/Crowded-Valley---Results

This repository contains the results for the paper: "Descending through a Crowded Valley - Benchmarking Deep Learning Optimizers"

Descending through a Crowded Valley - Benchmarking Deep Learning Optimizers

Robin M. Schmidt, Frank Schneider, and Philipp Hennig

Paper: [ICML 2021]

Abstract: Choosing the optimizer is considered to be among the most crucial design decisions in deep learning, and it is not an easy one. The growing literature now lists hundreds of optimization methods. In the absence of clear theoretical guidance and conclusive empirical evidence, the decision is often made based on anecdotes. In this work, we aim to replace these anecdotes, if not with a conclusive ranking, then at least with evidence-backed heuristics. To do so, we perform an extensive, standardized benchmark of fifteen particularly popular deep learning optimizers while giving a concise overview of the wide range of possible choices. Analyzing more than 50,000 individual runs, we contribute the following three points: (i) Optimizer performance varies greatly across tasks. (ii) We observe that evaluating multiple optimizers with default parameters works approximately as well as tuning the hyperparameters of a single, fixed optimizer. (iii) While we cannot discern an optimization method clearly dominating across all tested tasks, we identify a significantly reduced subset of specific optimizers and parameter choices that generally lead to competitive results in our experiments: Adam remains a strong contender, with newer methods failing to significantly and consistently outperform it. Our open-sourced results are available as challenging and well-tuned baselines for more meaningful evaluations of novel optimization methods without requiring any further computational efforts.

Results

This repository provides the full log files of all our benchmarking results. They are organized into:

  • Main results: Comparison of fifteen popular deep learning optimizers on eight problems, using four different tuning budgets and four different learning rate schedules. The main results amount to more than 50,000 individual runs.
  • Tuning validation: In order to test the stability of our benchmark, we re-tuned two optimizers (RMSProp and AdaDelta) on all problems a second time. The results of this evaluation are shown in Appendix D in our paper.
  • Seed robustness: An optimizer's performance can be sensitive to the random seed. In this analysis, we performed an extensive grid search on the learning rate for SGD, using ten different seeds throughout. This identifies a “danger zone” of learning rates, that can be sensitive to the random seed. The full analysis can be found in Appendix C of our paper.

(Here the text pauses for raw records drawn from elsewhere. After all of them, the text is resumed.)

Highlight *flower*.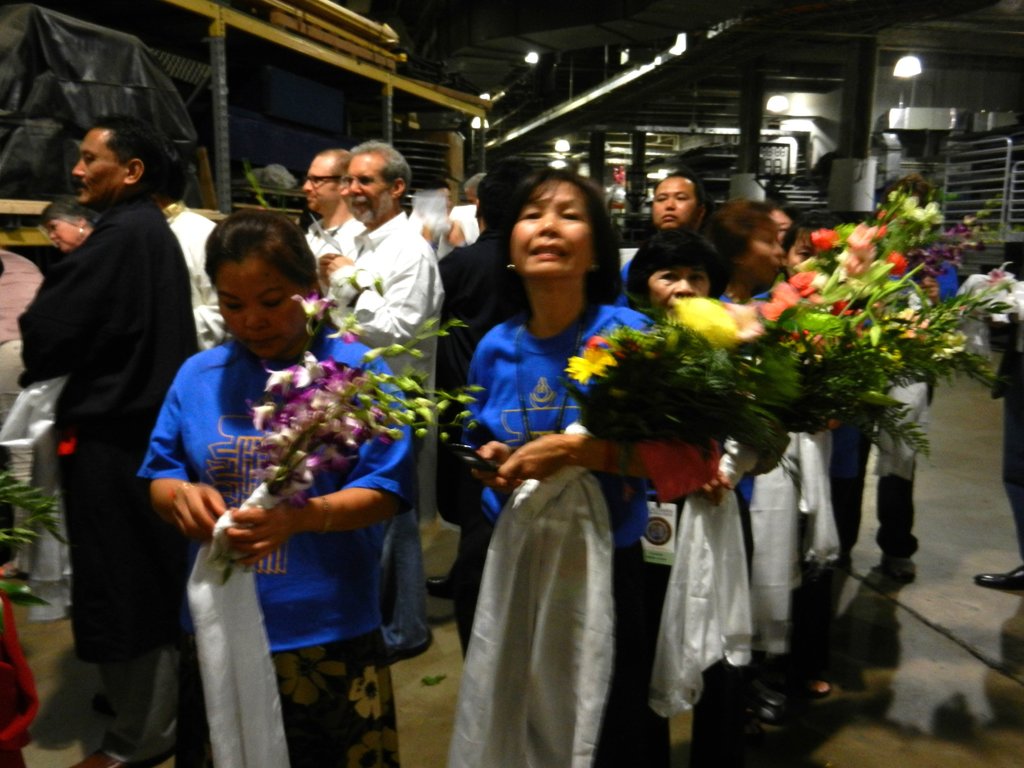
Highlighted region: l=59, t=436, r=71, b=456.
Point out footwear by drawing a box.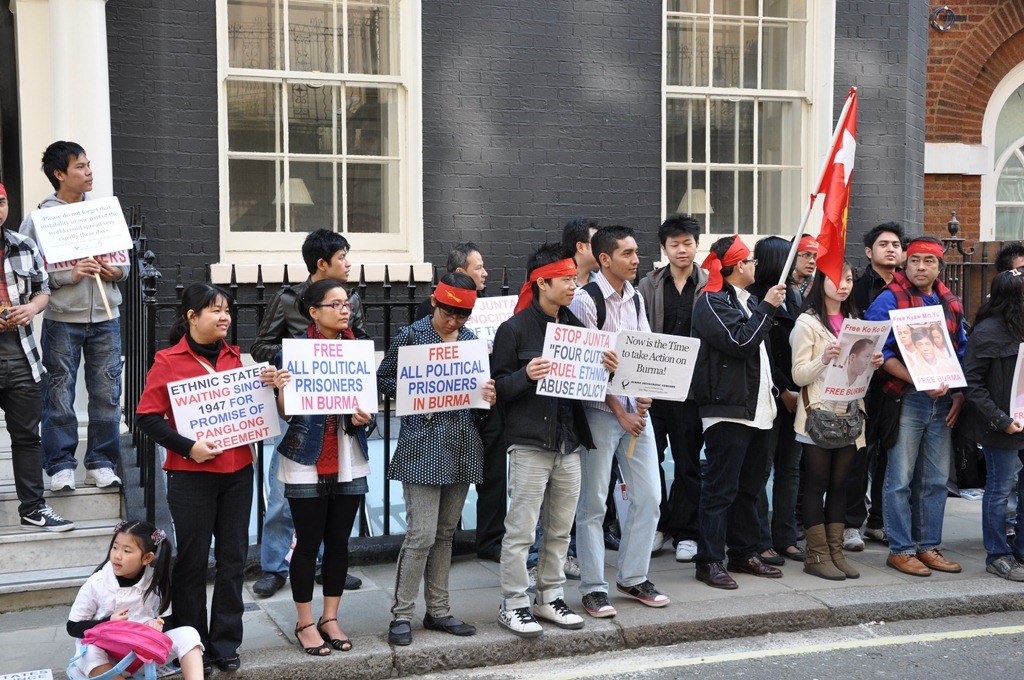
locate(422, 613, 477, 637).
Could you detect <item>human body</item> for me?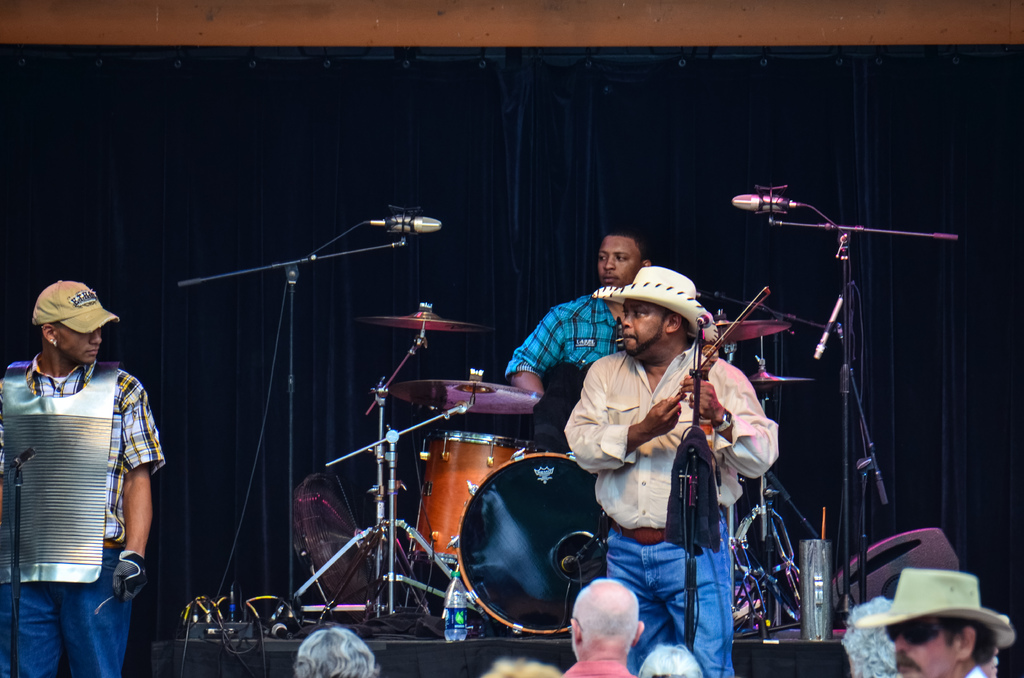
Detection result: bbox=[848, 561, 1020, 677].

Everyone is invited to use those results, for example, to evaluate the performance of newly developed optimizers or as training data for meta-learned optimizers.

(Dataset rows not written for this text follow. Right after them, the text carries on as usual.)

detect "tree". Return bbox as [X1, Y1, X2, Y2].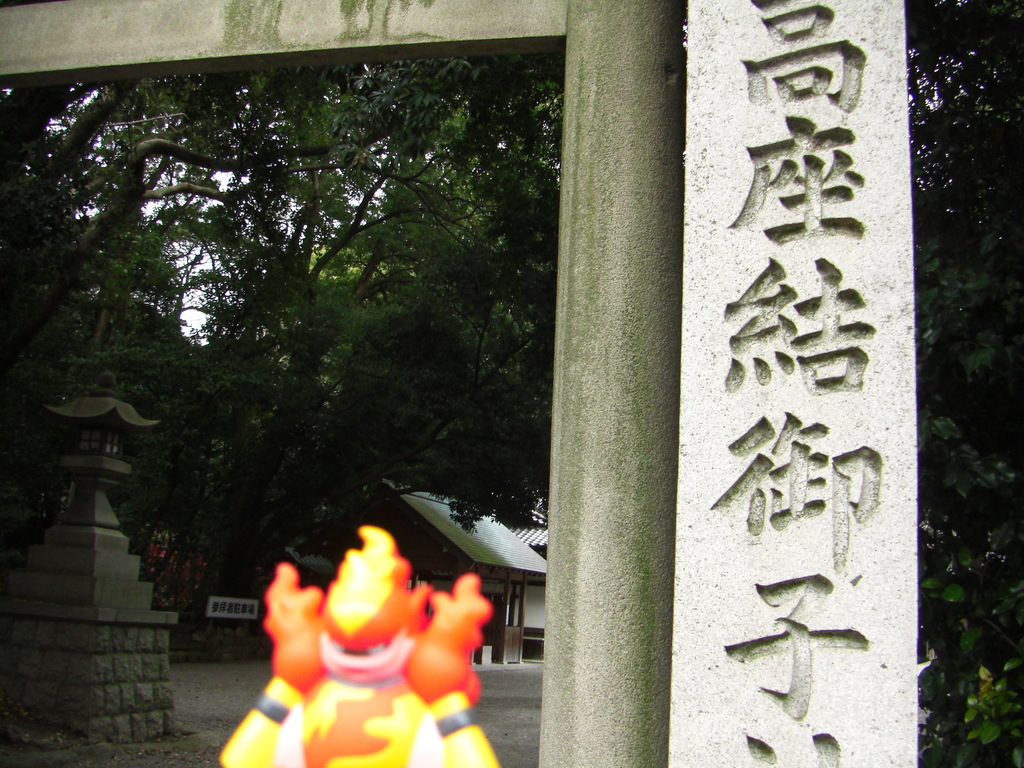
[905, 0, 1023, 767].
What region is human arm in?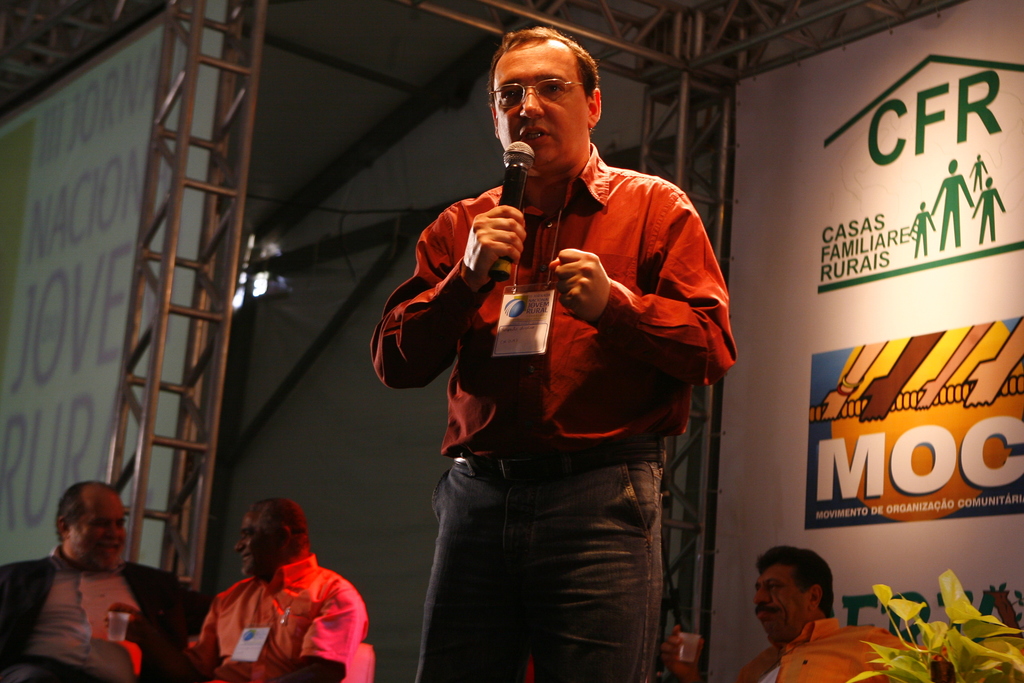
369,192,496,422.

We are happy to extend our results with additional optimizers, provided they are generated using the same process described in the paper, to assure a fair comparison.

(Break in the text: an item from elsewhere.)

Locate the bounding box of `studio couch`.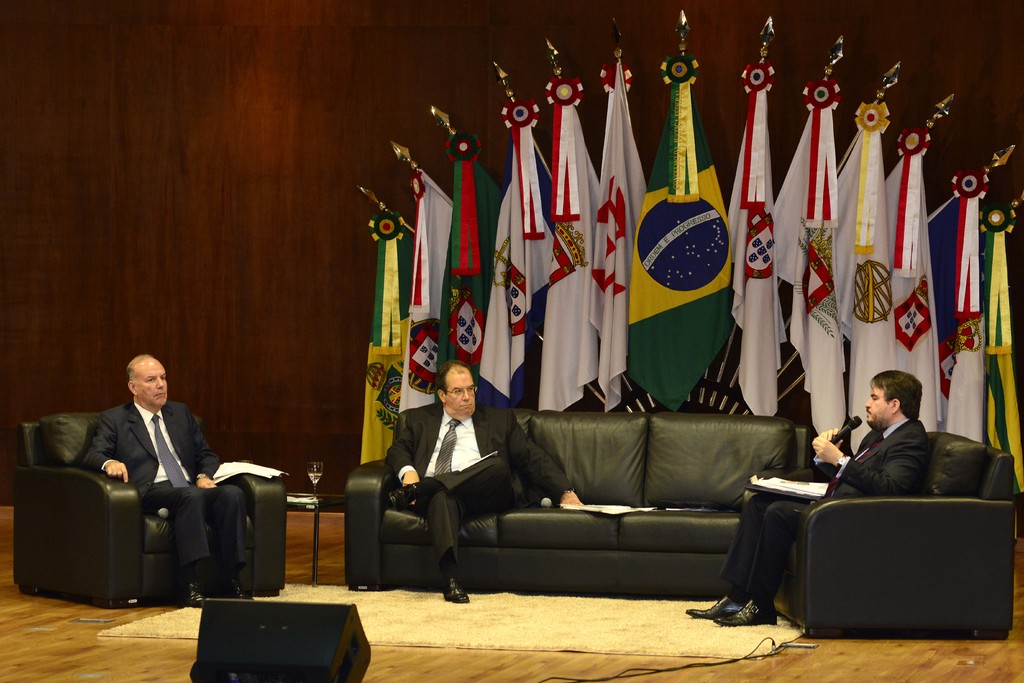
Bounding box: <box>801,419,1021,641</box>.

Below we highlight two figures summarizing our evaluation of those results. For the full evaluation with all our plots and explanations, please check out our paper.

Parallel Coordinates Plot

Heatmap

List of Optimizers

Our paper lists over hundred optimizers that have been proposed for deep learning applications. Here, we keep a digital version that gets updated regularly. If you want to add a method or find an out-of-date reference, please feel free to open a pull request.

Citation

If you use our results, please consider citing:

Robin M. Schmidt, Frank Schneider, Philipp Hennig
Descending through a Crowded Valley - Benchmarking Deep Learning Optimizers
ICML 2021

@InProceedings{pmlr-v139-schmidt21a,
  title = 	 {Descending through a Crowded Valley - Benchmarking Deep Learning Optimizers},
  author =       {Schmidt, Robin M and Schneider, Frank and Hennig, Philipp},
  booktitle = 	 {Proceedings of the 38th International Conference on Machine Learning},
  pages = 	 {9367--9376},
  year = 	 {2021},
  editor = 	 {Meila, Marina and Zhang, Tong},
  volume = 	 {139},
  series = 	 {Proceedings of Machine Learning Research},
  month = 	 {18--24 Jul},
  publisher =    {PMLR},
  pdf = 	 {http://proceedings.mlr.press/v139/schmidt21a/schmidt21a.pdf},
  url = 	 {http://proceedings.mlr.press/v139/schmidt21a.html}
}

Contact

Should you have any questions, please feel free to contact the authors.